A parent driving to the principal’s office, or worse, to jail to bail out their child. On the way, every car in front of them has the ‘My kid is an honor student’ bumper sticker. Welt.
A spouse decides to leave a marriage. A business downsizes and has to let someone go. A person fails at staying sober. Or, someone has a dad who was never there for them. Failed out of school.
Rejected. Betrayed. Wounded.
Welt. Welt. Welt.
And we wear it.
Life has thrown us a terrible pitch and now it becomes who we are. We define ourselves by the injustice or the terrible choice we made. We think about it. We talk about it. We worry about it. We pray about it. It consumes us. It is not a badge of honor, but a badge of shame.
We no longer view ourselves as a child of God. We no longer feel free from condemnation. We no longer feel worthy of joy, peace and confidence.  The enemy is laughing and chanting from the sidelines, “Wear it! Wear it!” He wants us to be stuck the rest of our life with the label:
 Divorced
Addict
Alcoholic
Bad parent
Inadequate employee
Loser
But that is not what God says.

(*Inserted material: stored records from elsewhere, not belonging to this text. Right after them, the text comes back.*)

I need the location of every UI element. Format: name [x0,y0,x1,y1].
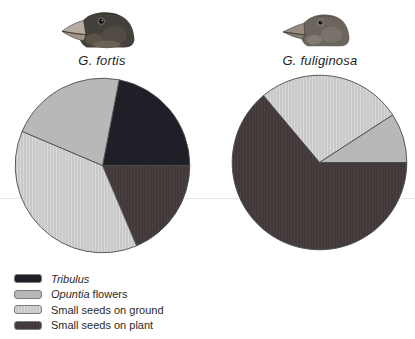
g-fortis-head-image [60,9,138,49]
legend-item-tribulus: Tribulus [14,271,164,287]
legend-item-small-seeds-on-plant: Small seeds on plant [14,318,164,334]
legend-label-small-seeds-on-plant: Small seeds on plant [51,319,153,331]
legend: Tribulus Opuntia flowers Small seeds on … [14,271,164,333]
species-title-g-fortis: G. fortis [27,53,177,68]
legend-swatch-small-seeds-on-ground [14,305,42,314]
pie-chart-g-fortis [14,77,191,254]
legend-label-opuntia-flowers: Opuntia flowers [51,288,127,300]
g-fuliginosa-head-image [281,10,353,48]
legend-swatch-small-seeds-on-plant [14,321,42,330]
legend-swatch-tribulus [14,274,42,283]
legend-label-small-seeds-on-ground: Small seeds on ground [51,304,164,316]
legend-swatch-opuntia-flowers [14,290,42,299]
legend-item-opuntia-flowers: Opuntia flowers [14,287,164,303]
figure-diet-pie-charts: G. fortis G. fuliginosa Tribulus Opuntia… [0,0,415,339]
legend-label-tribulus: Tribulus [51,273,89,285]
pie-chart-g-fuliginosa [231,74,408,251]
legend-item-small-seeds-on-ground: Small seeds on ground [14,302,164,318]
species-title-g-fuliginosa: G. fuliginosa [245,53,395,68]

The Bible says we have been forgiven, redeemed, free from condemnation, a citizen of heaven, worthy, bought with a price and adopted into the family of God. God doesn’t define us by our bad choices or the injustices done to us. In fact, He sent His Son to die for us so that we don’t have to wear it. We are a new person, washed clean and able to have confidence that God sees us as beautiful, no matter what we have been through. He has a wonderful plan and purpose for our lives and He is able to work all our bad circumstances together for good, if we will let Him.
I don’t know about you, but I don’t want to wear the welts the world throws at me. I want to have joy and know that I have a Father in Heaven who loves me as a child of the King, forgiven, healed, whole and ready to do the good work He has prepared for me.
What about you? Are you still wearing the welts that life has pitched at you?